Maintaining and evolving your journey maps
Current customer journey maps are reflections of a moment in time. With every new marketing strategy, product, or policy, a new journey is being created. After you make your first map, the following ones will be easier to create and more organic.
Journey map review cadence
Aim for a review every quarter or at least twice a year. Of course, you may need to update your customer journey map more frequently. For example, if you are launching new products, services, or even a new email marketing strategy, the journey — and the map — will be different.
That being said, give time between analyses to allow your marketing strategies to show results. Some outreach efforts, like search engine optimization, are long-term solutions to fostering relationships.

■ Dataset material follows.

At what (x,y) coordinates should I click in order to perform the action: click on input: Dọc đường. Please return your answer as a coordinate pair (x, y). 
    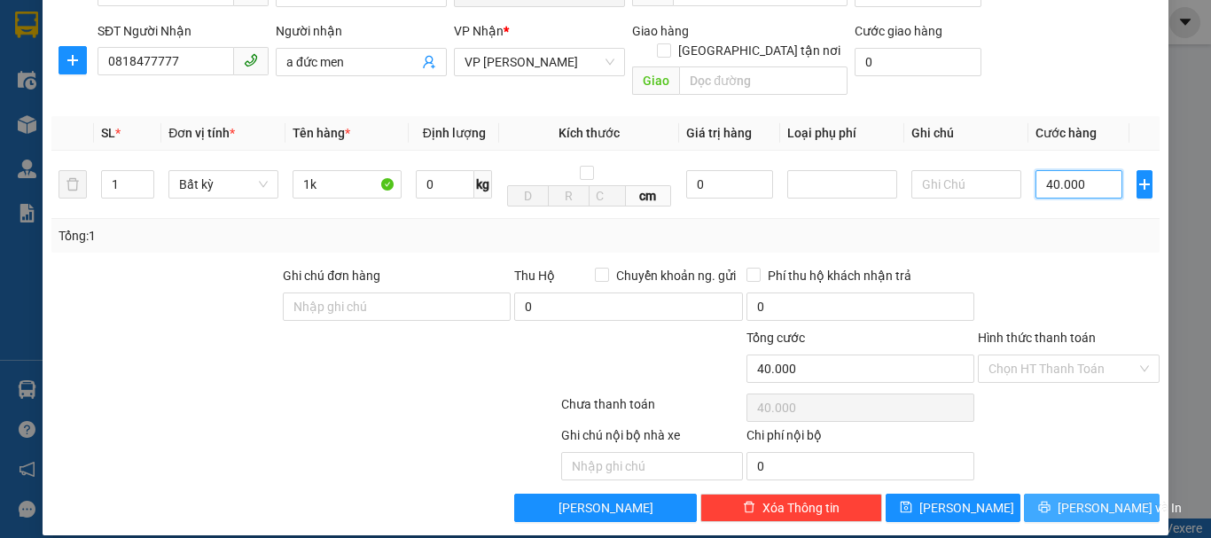
    Looking at the image, I should click on (764, 81).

Measuring results too quickly can stop momentum before it starts.
Signs your journey map needs updating
Has something recently changed in your business, but you haven’t reflected that new experience on your customer journey map? Here are some signs that it’s time to review your map:
- Your business unveiled a new product or service.
- You’ve launched a new marketing strategy.
- The market or industry has shifted.
- Economic forces have impacted customer behavior.
- New feedback provides new insights.
- You’ve updated your customer persona.
- There are obvious touchpoint errors or incorrect timelines.
Sometimes, you know you need to update a plan or a map, but as a business owner, you’re short on time. It’s normal and understandable! Prevent this by setting aside time every quarter for a customer journey map review.
Creating a culture of customer-centricity
The biggest takeaway from customer journey mapping is that your team will start to shift its focus from impersonal numbers to the personal experiences of your customers. There’s great value in treating people, both employees and customers, as the emotional and thoughtful humans they are. Value-driven businesses often perform better, and they always offer a more enjoyable experience.
To create a customer-centered culture, be sure to frequently ask for feedback. Integrate this qualitative data into your customer journey map process, and seek ways to improve friction points. Over time, this will feel natural and rewarding.
Use the customer journey map to improve the user experience
The email customer journey map is a powerful tool to strategically analyze each step of the buyer’s decision-making process, from awareness and consideration to purchase and then onward to retention and advocacy. When you look at each touchpoint along the way, you can determine ways to improve your marketing and sales strategy for better results.
For example, you may wish to try new branded email templates, send automated emails, or refine your audience segmentation lists. Keep track of new AI tools to further refine and improve the customer experience. All of this analysis will help you work smarter, not harder!
Ready to make your business’s customer journey map? If you have questions about the best KPIs to track or other ways to improve your strategy, check out our Marketing Advice blog. Use these resources to gain confidence and improve your bottom line.